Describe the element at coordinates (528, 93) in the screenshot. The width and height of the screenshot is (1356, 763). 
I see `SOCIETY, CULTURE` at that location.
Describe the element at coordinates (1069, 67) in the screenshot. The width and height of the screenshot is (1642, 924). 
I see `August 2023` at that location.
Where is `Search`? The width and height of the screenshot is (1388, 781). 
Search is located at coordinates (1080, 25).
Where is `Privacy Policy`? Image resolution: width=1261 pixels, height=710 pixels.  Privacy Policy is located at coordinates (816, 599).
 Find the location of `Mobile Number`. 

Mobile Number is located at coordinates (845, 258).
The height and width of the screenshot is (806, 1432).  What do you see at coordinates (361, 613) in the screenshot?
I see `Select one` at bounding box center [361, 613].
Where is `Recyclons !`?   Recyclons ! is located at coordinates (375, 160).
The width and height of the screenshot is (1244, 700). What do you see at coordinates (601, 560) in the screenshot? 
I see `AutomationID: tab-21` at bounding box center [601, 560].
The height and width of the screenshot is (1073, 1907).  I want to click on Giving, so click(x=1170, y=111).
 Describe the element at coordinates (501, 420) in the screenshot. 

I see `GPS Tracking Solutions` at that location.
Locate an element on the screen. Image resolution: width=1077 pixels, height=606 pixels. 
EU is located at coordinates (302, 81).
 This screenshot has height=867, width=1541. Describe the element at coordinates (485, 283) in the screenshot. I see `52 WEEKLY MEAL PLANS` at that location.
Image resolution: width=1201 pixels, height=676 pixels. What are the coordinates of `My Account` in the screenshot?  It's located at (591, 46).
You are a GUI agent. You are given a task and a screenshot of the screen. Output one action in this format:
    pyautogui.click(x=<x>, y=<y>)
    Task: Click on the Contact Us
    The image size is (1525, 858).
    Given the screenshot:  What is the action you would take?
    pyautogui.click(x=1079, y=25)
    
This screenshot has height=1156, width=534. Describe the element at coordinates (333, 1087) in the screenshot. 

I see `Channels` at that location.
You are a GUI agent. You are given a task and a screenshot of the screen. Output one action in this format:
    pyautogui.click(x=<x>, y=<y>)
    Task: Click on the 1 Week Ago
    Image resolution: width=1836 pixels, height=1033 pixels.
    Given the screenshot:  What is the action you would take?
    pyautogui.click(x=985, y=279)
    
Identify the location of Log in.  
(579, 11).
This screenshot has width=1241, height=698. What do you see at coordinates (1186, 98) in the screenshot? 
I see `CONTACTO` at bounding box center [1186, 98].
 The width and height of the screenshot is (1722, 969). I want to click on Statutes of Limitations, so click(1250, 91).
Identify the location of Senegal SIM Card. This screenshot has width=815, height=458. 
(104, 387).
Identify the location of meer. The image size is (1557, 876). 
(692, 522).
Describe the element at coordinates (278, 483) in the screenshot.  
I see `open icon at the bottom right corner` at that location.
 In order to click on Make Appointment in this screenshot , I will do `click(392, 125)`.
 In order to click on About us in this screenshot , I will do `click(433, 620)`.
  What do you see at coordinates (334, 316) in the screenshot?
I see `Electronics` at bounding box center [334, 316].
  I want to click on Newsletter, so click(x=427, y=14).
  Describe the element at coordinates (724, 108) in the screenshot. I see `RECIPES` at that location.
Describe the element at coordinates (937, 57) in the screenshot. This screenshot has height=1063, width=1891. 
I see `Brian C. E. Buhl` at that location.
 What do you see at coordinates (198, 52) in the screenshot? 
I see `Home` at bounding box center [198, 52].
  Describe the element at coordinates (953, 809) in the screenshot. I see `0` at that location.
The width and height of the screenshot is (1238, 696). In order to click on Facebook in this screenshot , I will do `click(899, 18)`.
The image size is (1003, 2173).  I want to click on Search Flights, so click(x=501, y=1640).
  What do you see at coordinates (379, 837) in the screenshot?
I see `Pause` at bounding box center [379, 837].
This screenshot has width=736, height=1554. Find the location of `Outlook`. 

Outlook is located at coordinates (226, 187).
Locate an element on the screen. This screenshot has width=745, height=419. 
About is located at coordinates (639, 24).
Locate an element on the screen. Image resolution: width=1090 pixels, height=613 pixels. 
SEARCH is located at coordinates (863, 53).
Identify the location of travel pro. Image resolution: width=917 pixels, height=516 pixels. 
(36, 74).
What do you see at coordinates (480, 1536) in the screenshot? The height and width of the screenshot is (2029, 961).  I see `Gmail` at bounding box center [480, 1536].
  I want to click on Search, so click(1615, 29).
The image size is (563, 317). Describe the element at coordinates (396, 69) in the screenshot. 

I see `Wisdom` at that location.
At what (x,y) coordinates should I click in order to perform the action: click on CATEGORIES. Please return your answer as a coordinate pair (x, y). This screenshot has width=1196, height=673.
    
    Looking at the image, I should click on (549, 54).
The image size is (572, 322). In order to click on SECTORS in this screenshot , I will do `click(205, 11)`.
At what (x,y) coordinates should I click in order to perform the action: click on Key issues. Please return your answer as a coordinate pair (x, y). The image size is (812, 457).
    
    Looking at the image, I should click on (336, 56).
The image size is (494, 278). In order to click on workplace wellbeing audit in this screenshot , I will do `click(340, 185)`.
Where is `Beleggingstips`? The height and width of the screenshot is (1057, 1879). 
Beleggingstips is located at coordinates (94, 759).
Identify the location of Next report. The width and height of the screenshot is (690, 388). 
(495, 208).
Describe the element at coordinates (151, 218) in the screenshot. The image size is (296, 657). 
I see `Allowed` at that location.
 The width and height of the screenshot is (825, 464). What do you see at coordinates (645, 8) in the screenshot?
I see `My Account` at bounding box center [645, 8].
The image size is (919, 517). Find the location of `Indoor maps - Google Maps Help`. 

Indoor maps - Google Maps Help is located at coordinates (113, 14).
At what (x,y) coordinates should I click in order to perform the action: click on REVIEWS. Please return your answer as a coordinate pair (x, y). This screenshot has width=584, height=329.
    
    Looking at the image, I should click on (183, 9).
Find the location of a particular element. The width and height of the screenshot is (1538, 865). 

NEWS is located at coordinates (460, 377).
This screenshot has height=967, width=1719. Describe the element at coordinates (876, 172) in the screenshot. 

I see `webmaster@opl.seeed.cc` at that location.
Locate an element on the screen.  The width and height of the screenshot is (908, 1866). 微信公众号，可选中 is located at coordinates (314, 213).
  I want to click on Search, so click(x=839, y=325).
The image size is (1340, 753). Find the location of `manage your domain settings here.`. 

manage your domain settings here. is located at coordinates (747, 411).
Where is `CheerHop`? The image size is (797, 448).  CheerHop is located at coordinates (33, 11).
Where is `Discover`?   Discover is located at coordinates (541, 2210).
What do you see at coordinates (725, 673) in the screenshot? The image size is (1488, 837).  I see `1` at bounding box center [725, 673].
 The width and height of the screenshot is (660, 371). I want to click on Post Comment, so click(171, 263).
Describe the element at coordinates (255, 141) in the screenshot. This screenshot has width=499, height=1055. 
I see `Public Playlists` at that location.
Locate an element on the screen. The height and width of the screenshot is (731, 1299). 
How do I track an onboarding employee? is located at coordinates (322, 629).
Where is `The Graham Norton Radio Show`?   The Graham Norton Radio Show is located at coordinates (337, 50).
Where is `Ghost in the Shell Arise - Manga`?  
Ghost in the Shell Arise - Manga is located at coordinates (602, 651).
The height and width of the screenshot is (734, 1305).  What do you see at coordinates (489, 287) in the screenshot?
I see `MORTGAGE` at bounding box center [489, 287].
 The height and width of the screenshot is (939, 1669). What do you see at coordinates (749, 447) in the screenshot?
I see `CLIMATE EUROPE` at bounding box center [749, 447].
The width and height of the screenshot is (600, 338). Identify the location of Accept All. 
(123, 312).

What the task asks:
Without omitting any record, transcribe the data exactly.

Reply:
Describe the element at coordinates (528, 93) in the screenshot. The width and height of the screenshot is (1356, 763). 
I see `SOCIETY, CULTURE` at that location.
Describe the element at coordinates (1069, 67) in the screenshot. The width and height of the screenshot is (1642, 924). 
I see `August 2023` at that location.
Where is `Search`? The width and height of the screenshot is (1388, 781). 
Search is located at coordinates (1080, 25).
Where is `Privacy Policy`? Image resolution: width=1261 pixels, height=710 pixels.  Privacy Policy is located at coordinates (816, 599).
 Find the location of `Mobile Number`. 

Mobile Number is located at coordinates (845, 258).
The height and width of the screenshot is (806, 1432).  What do you see at coordinates (361, 613) in the screenshot?
I see `Select one` at bounding box center [361, 613].
Where is `Recyclons !`?   Recyclons ! is located at coordinates (375, 160).
The width and height of the screenshot is (1244, 700). What do you see at coordinates (601, 560) in the screenshot? 
I see `AutomationID: tab-21` at bounding box center [601, 560].
The height and width of the screenshot is (1073, 1907).  I want to click on Giving, so click(x=1170, y=111).
 Describe the element at coordinates (501, 420) in the screenshot. 

I see `GPS Tracking Solutions` at that location.
Locate an element on the screen. Image resolution: width=1077 pixels, height=606 pixels. 
EU is located at coordinates (302, 81).
 This screenshot has height=867, width=1541. Describe the element at coordinates (485, 283) in the screenshot. I see `52 WEEKLY MEAL PLANS` at that location.
Image resolution: width=1201 pixels, height=676 pixels. What are the coordinates of `My Account` in the screenshot?  It's located at (591, 46).
You are a GUI agent. You are given a task and a screenshot of the screen. Output one action in this format:
    pyautogui.click(x=<x>, y=<y>)
    Task: Click on the Contact Us
    The image size is (1525, 858).
    Given the screenshot:  What is the action you would take?
    pyautogui.click(x=1079, y=25)
    
This screenshot has height=1156, width=534. Describe the element at coordinates (333, 1087) in the screenshot. 

I see `Channels` at that location.
You are a GUI agent. You are given a task and a screenshot of the screen. Output one action in this format:
    pyautogui.click(x=<x>, y=<y>)
    Task: Click on the 1 Week Ago
    Image resolution: width=1836 pixels, height=1033 pixels.
    Given the screenshot:  What is the action you would take?
    pyautogui.click(x=985, y=279)
    
Identify the location of Log in.  
(579, 11).
This screenshot has width=1241, height=698. What do you see at coordinates (1186, 98) in the screenshot? 
I see `CONTACTO` at bounding box center [1186, 98].
 The width and height of the screenshot is (1722, 969). I want to click on Statutes of Limitations, so click(1250, 91).
Identify the location of Senegal SIM Card. This screenshot has width=815, height=458. 
(104, 387).
Identify the location of meer. The image size is (1557, 876). 
(692, 522).
Describe the element at coordinates (278, 483) in the screenshot.  
I see `open icon at the bottom right corner` at that location.
 In order to click on Make Appointment in this screenshot , I will do `click(392, 125)`.
 In order to click on About us in this screenshot , I will do `click(433, 620)`.
  What do you see at coordinates (334, 316) in the screenshot?
I see `Electronics` at bounding box center [334, 316].
  I want to click on Newsletter, so click(x=427, y=14).
  Describe the element at coordinates (724, 108) in the screenshot. I see `RECIPES` at that location.
Describe the element at coordinates (937, 57) in the screenshot. This screenshot has height=1063, width=1891. 
I see `Brian C. E. Buhl` at that location.
 What do you see at coordinates (198, 52) in the screenshot? 
I see `Home` at bounding box center [198, 52].
  Describe the element at coordinates (953, 809) in the screenshot. I see `0` at that location.
The width and height of the screenshot is (1238, 696). In order to click on Facebook in this screenshot , I will do `click(899, 18)`.
The image size is (1003, 2173).  I want to click on Search Flights, so click(x=501, y=1640).
  What do you see at coordinates (379, 837) in the screenshot?
I see `Pause` at bounding box center [379, 837].
This screenshot has width=736, height=1554. Find the location of `Outlook`. 

Outlook is located at coordinates (226, 187).
Locate an element on the screen. This screenshot has width=745, height=419. 
About is located at coordinates (639, 24).
Locate an element on the screen. Image resolution: width=1090 pixels, height=613 pixels. 
SEARCH is located at coordinates (863, 53).
Identify the location of travel pro. Image resolution: width=917 pixels, height=516 pixels. 
(36, 74).
What do you see at coordinates (480, 1536) in the screenshot? The height and width of the screenshot is (2029, 961).  I see `Gmail` at bounding box center [480, 1536].
  I want to click on Search, so click(1615, 29).
The image size is (563, 317). Describe the element at coordinates (396, 69) in the screenshot. 

I see `Wisdom` at that location.
At what (x,y) coordinates should I click in order to perform the action: click on CATEGORIES. Please return your answer as a coordinate pair (x, y). This screenshot has width=1196, height=673.
    
    Looking at the image, I should click on (549, 54).
The image size is (572, 322). In order to click on SECTORS in this screenshot , I will do `click(205, 11)`.
At what (x,y) coordinates should I click in order to perform the action: click on Key issues. Please return your answer as a coordinate pair (x, y). The image size is (812, 457).
    
    Looking at the image, I should click on (336, 56).
The image size is (494, 278). In order to click on workplace wellbeing audit in this screenshot , I will do `click(340, 185)`.
Where is `Beleggingstips`? The height and width of the screenshot is (1057, 1879). 
Beleggingstips is located at coordinates (94, 759).
Identify the location of Next report. The width and height of the screenshot is (690, 388). 
(495, 208).
Describe the element at coordinates (151, 218) in the screenshot. The image size is (296, 657). 
I see `Allowed` at that location.
 The width and height of the screenshot is (825, 464). What do you see at coordinates (645, 8) in the screenshot?
I see `My Account` at bounding box center [645, 8].
The image size is (919, 517). Find the location of `Indoor maps - Google Maps Help`. 

Indoor maps - Google Maps Help is located at coordinates (113, 14).
At what (x,y) coordinates should I click in order to perform the action: click on REVIEWS. Please return your answer as a coordinate pair (x, y). This screenshot has width=584, height=329.
    
    Looking at the image, I should click on (183, 9).
Find the location of a particular element. The width and height of the screenshot is (1538, 865). 

NEWS is located at coordinates (460, 377).
This screenshot has height=967, width=1719. Describe the element at coordinates (876, 172) in the screenshot. 

I see `webmaster@opl.seeed.cc` at that location.
Locate an element on the screen.  The width and height of the screenshot is (908, 1866). 微信公众号，可选中 is located at coordinates (314, 213).
  I want to click on Search, so click(x=839, y=325).
The image size is (1340, 753). Find the location of `manage your domain settings here.`. 

manage your domain settings here. is located at coordinates (747, 411).
Where is `CheerHop`? The image size is (797, 448).  CheerHop is located at coordinates (33, 11).
Where is `Discover`?   Discover is located at coordinates (541, 2210).
What do you see at coordinates (725, 673) in the screenshot? The image size is (1488, 837).  I see `1` at bounding box center [725, 673].
 The width and height of the screenshot is (660, 371). I want to click on Post Comment, so click(171, 263).
Describe the element at coordinates (255, 141) in the screenshot. This screenshot has width=499, height=1055. 
I see `Public Playlists` at that location.
Locate an element on the screen. The height and width of the screenshot is (731, 1299). 
How do I track an onboarding employee? is located at coordinates (322, 629).
Where is `The Graham Norton Radio Show`?   The Graham Norton Radio Show is located at coordinates (337, 50).
Where is `Ghost in the Shell Arise - Manga`?  
Ghost in the Shell Arise - Manga is located at coordinates (602, 651).
The height and width of the screenshot is (734, 1305).  What do you see at coordinates (489, 287) in the screenshot?
I see `MORTGAGE` at bounding box center [489, 287].
 The height and width of the screenshot is (939, 1669). What do you see at coordinates (749, 447) in the screenshot?
I see `CLIMATE EUROPE` at bounding box center [749, 447].
The width and height of the screenshot is (600, 338). Identify the location of Accept All. 
(123, 312).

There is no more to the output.